There comes a time in every crafter’s life, when they need to make a choice: get it done or do it right.
What is your stance on imperfections in the things you make? How do feel about the mistakes you make?
Do you look for perfection? Does your eye zoom in on the tiny error? Do you lose sight of the beautiful forest because of one misshapen tree?
Is there a difference, in your thinking, between an imperfection and a mistake?
Everyone who makes things, who uses their hands to create, faces these questions regularly.
Normally I have a high threshold for imperfection. I adhere to the philosophy of American glassblower, Simon Pearce: “The human hand can’t do anything perfectly, and that’s the beauty of it.”
I seek out imperfections in handmade items. I get a big charge out of seeing the quirky evidence of loving hands in other people’s work.
In my own work, too, I’m pretty relaxed.
I don’t like waste, of materials or money or time. I try to take the attitude that seems to have been present, by necessity, in earlier generations of crafters—will it do the job, in spite of the flaw? Yes? Then leave it be.
Of course, if I am making something for a special gift and hope for it to be cherished, I apply a higher standard but, generally, I’m very practical.
But then this quilt happened.
The top is finished now and it looks nice but only after I fixed a pretty big mistake.
I started the quilt to practice the new technique I had learned—paper, or foundation, piecing.* I also saw it as a way to address the challenge my quilt guild had posed this year. We were to make a red and white quilt and we had to incorporate two print fabrics.
So, I made the 8-inch pieced blocks and was sooooo careful to get all the small pieces aligned correctly.
After I got the blocks made, I had to sew them all together. I did half of the top before I realized that I had set two of the blocks wrong.
The whole point of the quilt design was the diagonal line of those print fabrics running across the quilt . . . and it wasn’t happening.

See how the top left block has the print fabrics in the wrong corners?
In two blocks, the prints were in the wrong corners. If it had been only one block, maybe I could’ve justified leaving it alone. But two, evenly spaced, was too much.
And the head of quality control agreed.
It forced me to think about my attitude toward mistakes and to consider the difference between an imperfection and an outright mistake. There are plenty of small imperfections in this quilt and no one will notice those except me.
But the setting of the blocks was a big ol’ mistake. I needed to acknowledge it and fix it.
So I spent parts of two days doing just that.
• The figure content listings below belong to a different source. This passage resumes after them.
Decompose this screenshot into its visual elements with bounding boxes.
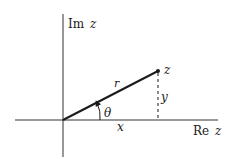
- real-axis-label: Re z: [193, 124, 222, 138]
- x-label: x: [117, 120, 124, 134]
- y-label: y: [160, 90, 168, 104]
- complex-plane-diagram: Im z z r y θ x Re z: [0, 0, 232, 159]
- theta-label: θ: [104, 106, 112, 120]
- angle-arc: [97, 103, 100, 120]
- imaginary-axis-label: Im z: [68, 17, 97, 31]
- radius-label: r: [114, 77, 120, 90]
- point-z-label: z: [163, 63, 171, 77]
- point-z: [156, 69, 160, 73]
And while I worked, I pondered mistake making and thought of my patron saint and asked myself, “What would Pollyanna do?”
I looked for the good in the situation:
- It could’ve been much worse. I still had half the quilt top to put together and I caught the mistake before I made it many more times
- I am unlikely to make this particular mistake again, in any quilt I make.
- I was using a fairly long stitch and it was easy enough to pull out.
- I own a seam ripper, at which I am, now, quite the dab hand, and another tool that made the job manageable. I’ll tell you more about that someday.
- The deadline for the quilt guild challenge is still a few weeks away. No need to panic.
- Mistakes like these keep me humble. Getting humbler every day . . .
- That which does not kill us makes us strong.
Making, and fixing, mistakes, in whatever arena, works our resilience muscles, I think. If we are to be good at picking ourselves up, dusting ourselves off, and starting over again, we need to have practice doing just that.
Little mistakes, faced and fixed, give us practice for surviving the bigger mistakes, the slings, the arrows, we will inevitably face.
And knowing the difference between acceptable imperfection, which can be embraced as simply human, and larger mistakes, which must be set right, is equipment for living a better life.
* Sometimes auto correct gets it right!
As I drafted this post, I meant to type “paper piecing” and got “paper peeving” instead. And, indeed, this quilt has peeved me no end!